No one is making a secret of how these effects are achieved. The performers call attention to how and what they’re doing and why, as they consider matters like whether the actor playing the corpse of Polynices, Antigone’s brother, should have his mouth open or closed. Dialogue from Sophocles’ tragedy (or Brecht’s adaptation of it), in which the tyrant Creon asserts his power over his subjects, morphs into conversation in which one performer, examining the scene they just played, bullies another. (“You need acting lessons,” he says.)
In other words “Alexis” is shaped by artistic self-consciousness, an often annoying trait associated with young and defiant intellectuals. Here, though, such self-consciousness is energizing instead of paralyzing. The cast members — Silvia Calderoni (the super-kinetic actress playing Antigone), Vladimir Aleksic, Benno Steinegger and Alexia Sarantopoulou — charge the endless series of questions they ask with such visceral force that philosophy starts to feel like a contact sport.
Ms. Sarantopoulou, as the company’s resident Athenian and a witness to the events of 2008, plays the role of skeptic. She is uneasy, she keeps saying, with this translation of complex, chaotic life into the patterns of art. And the show as a whole refuses to trust unconditionally in any one image or explanation it presents.

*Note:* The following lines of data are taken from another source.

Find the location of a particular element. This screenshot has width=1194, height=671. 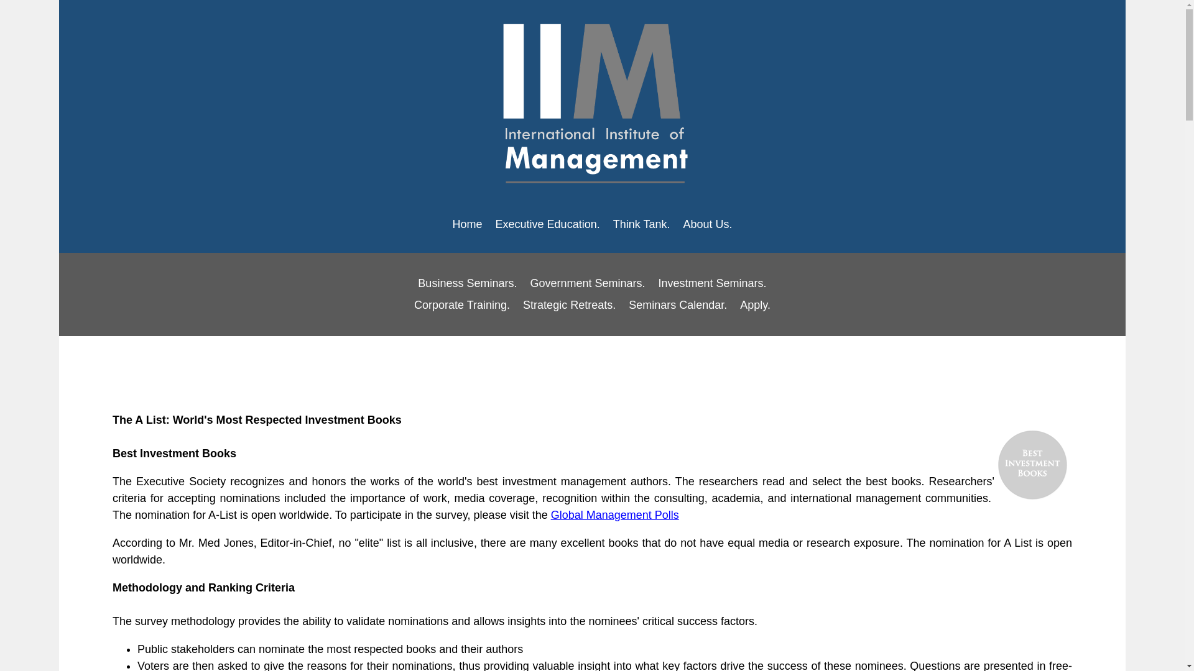

Seminars Calendar. is located at coordinates (677, 305).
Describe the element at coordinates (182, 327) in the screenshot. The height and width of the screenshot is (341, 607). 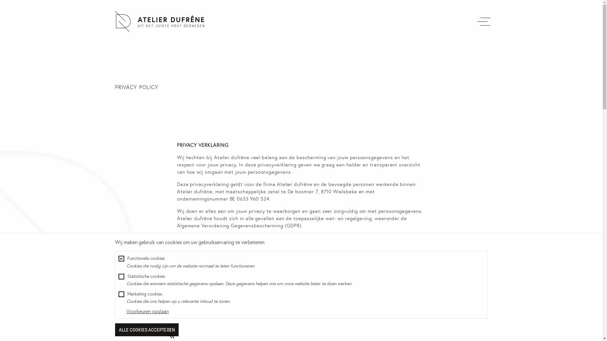
I see `TOESTEMMING INTREKKEN` at that location.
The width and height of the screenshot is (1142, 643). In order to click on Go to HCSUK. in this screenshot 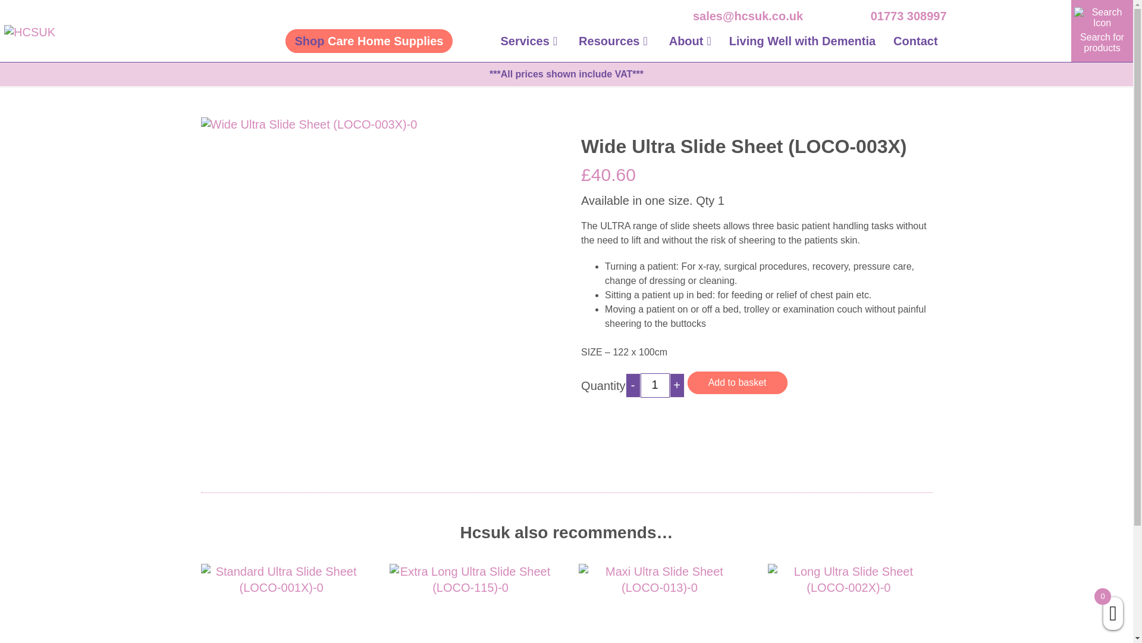, I will do `click(43, 80)`.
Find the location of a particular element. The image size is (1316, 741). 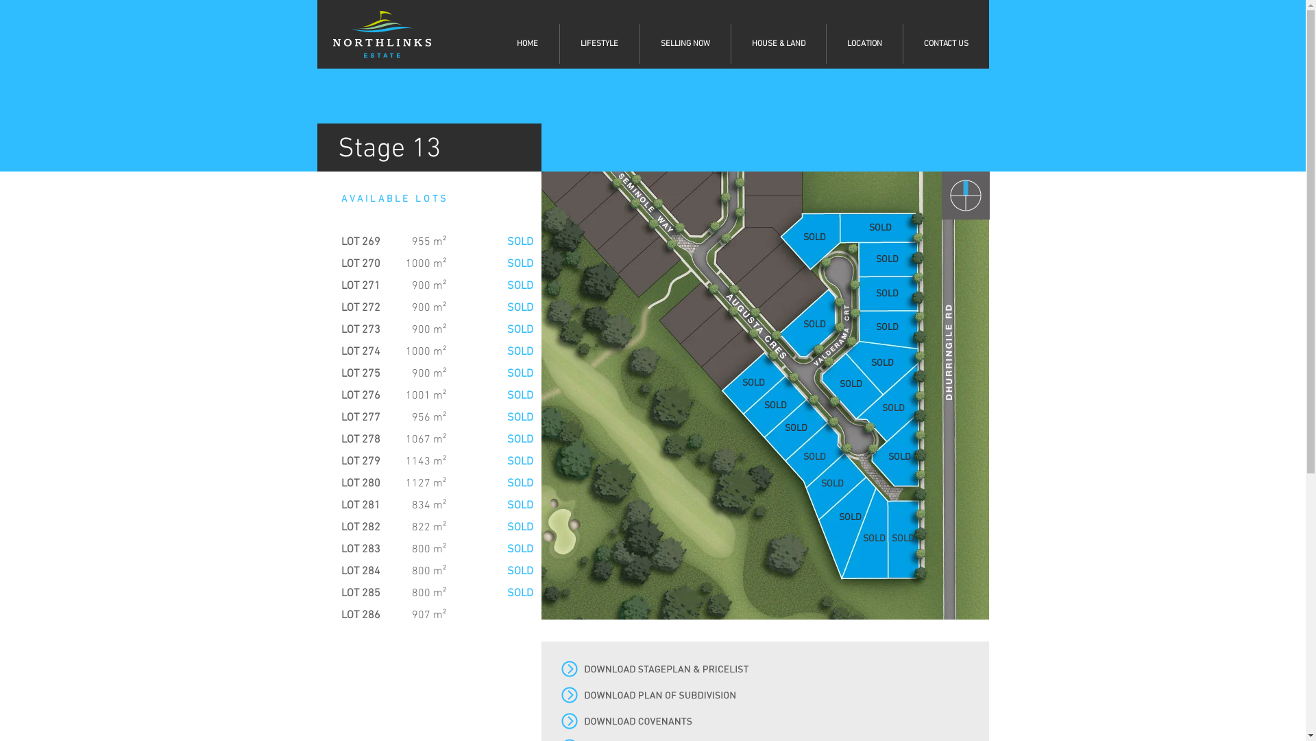

LOT 286 is located at coordinates (361, 615).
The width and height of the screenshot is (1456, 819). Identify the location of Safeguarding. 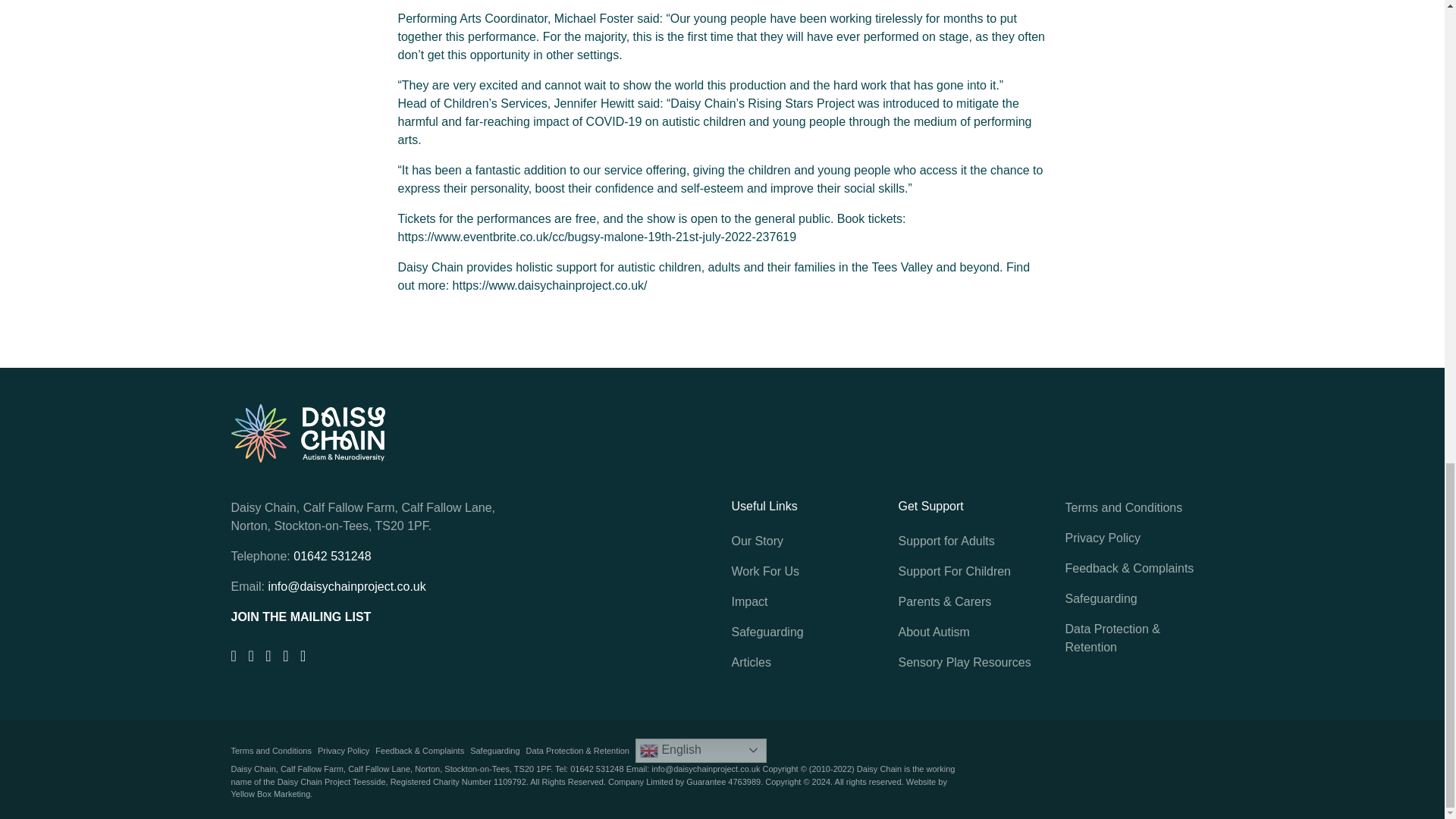
(494, 751).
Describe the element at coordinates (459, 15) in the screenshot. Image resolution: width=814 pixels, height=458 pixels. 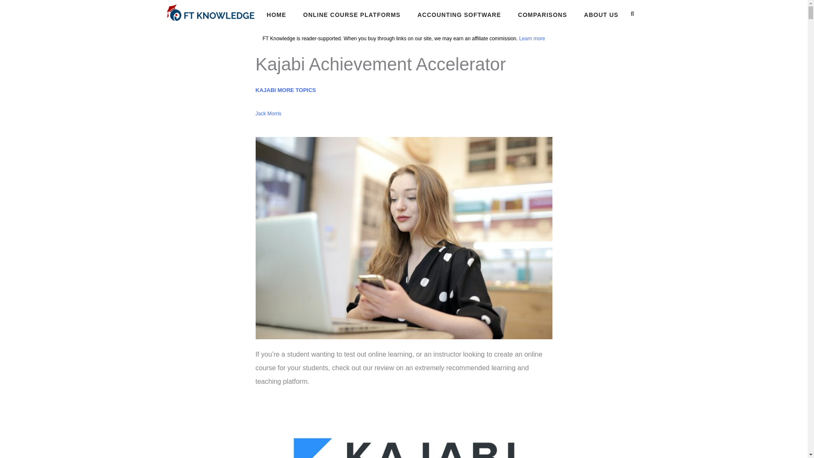
I see `ACCOUNTING SOFTWARE` at that location.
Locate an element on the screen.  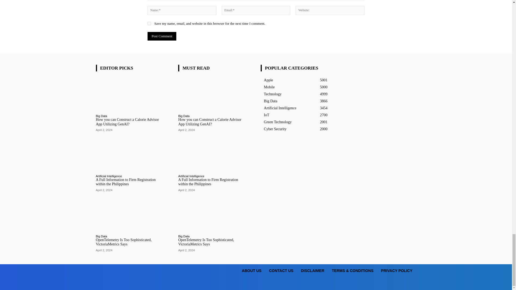
yes is located at coordinates (149, 23).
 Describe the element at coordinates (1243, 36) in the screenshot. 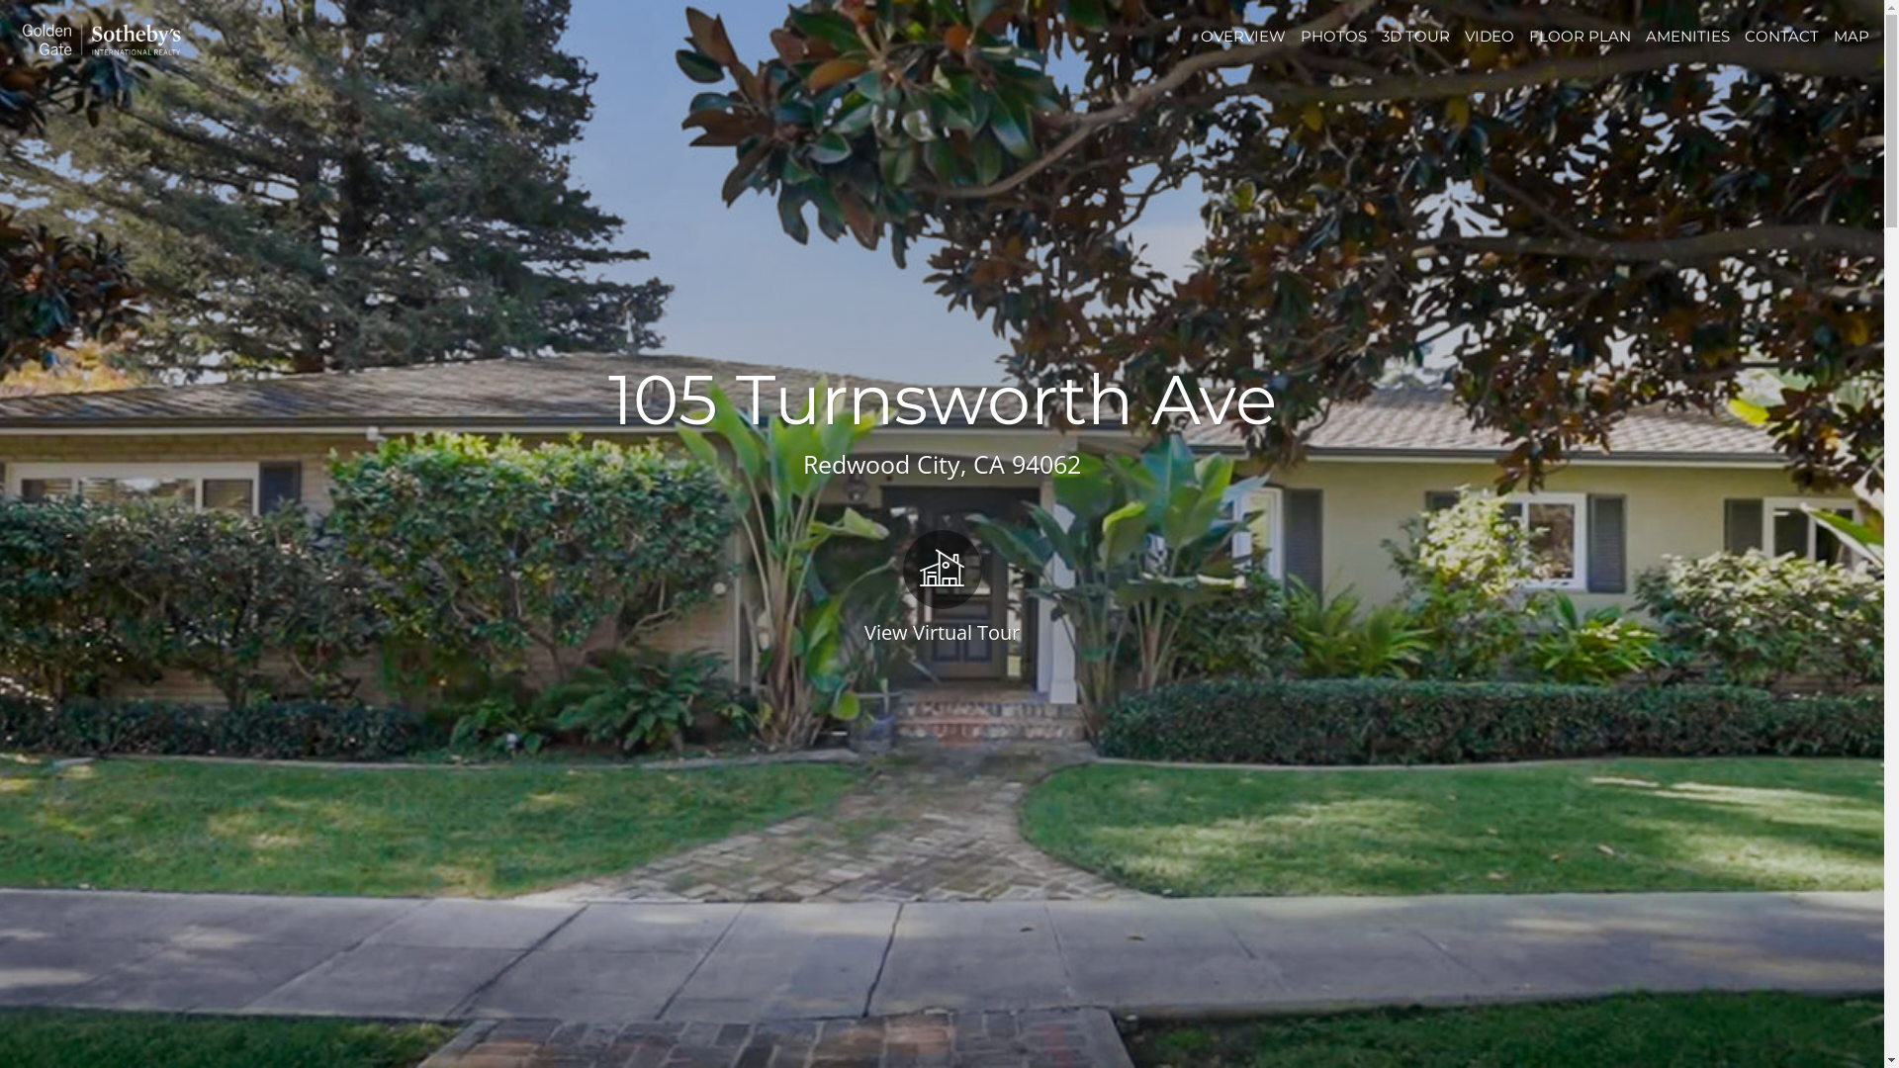

I see `OVERVIEW` at that location.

Yet the flux, the clashes, the contradictions seem to assemble into a fair facsimile of life at its most intense, in crisis mode, charged with sorrow and anger and perhaps even hope. By the show’s end four lone actors have become a revolutionary legion.
ALEXIS. A GREEK TRAGEDY
By Motus; directed by Enrico Casagrande and Daniela Nicolò, in collaboration with Michalis Traitsis and Giorgina Pilozzi; assistant director, Nicolas Lehnebach; video editing, Mr. Casagrande; sound by Andrea Comandini; sets and lighting by Mr. Casagrande and Ms. Nicolò; technical director, Valeria Foti. In Italian, with English supertitles. Presented by La MaMa and the Public Theater’s Under the Radar festival, Mark Russell, festival director.
At La MaMa, 66 and 74A East Fourth Street, East Village; (212) 475-7710; lamama.org. Through Jan. 14. Running time: 1 hour 10 minutes.
WITH: Silvia Calderoni, Vladimir Aleksic, Benno Steinegger and Alexia Sarantopoulou.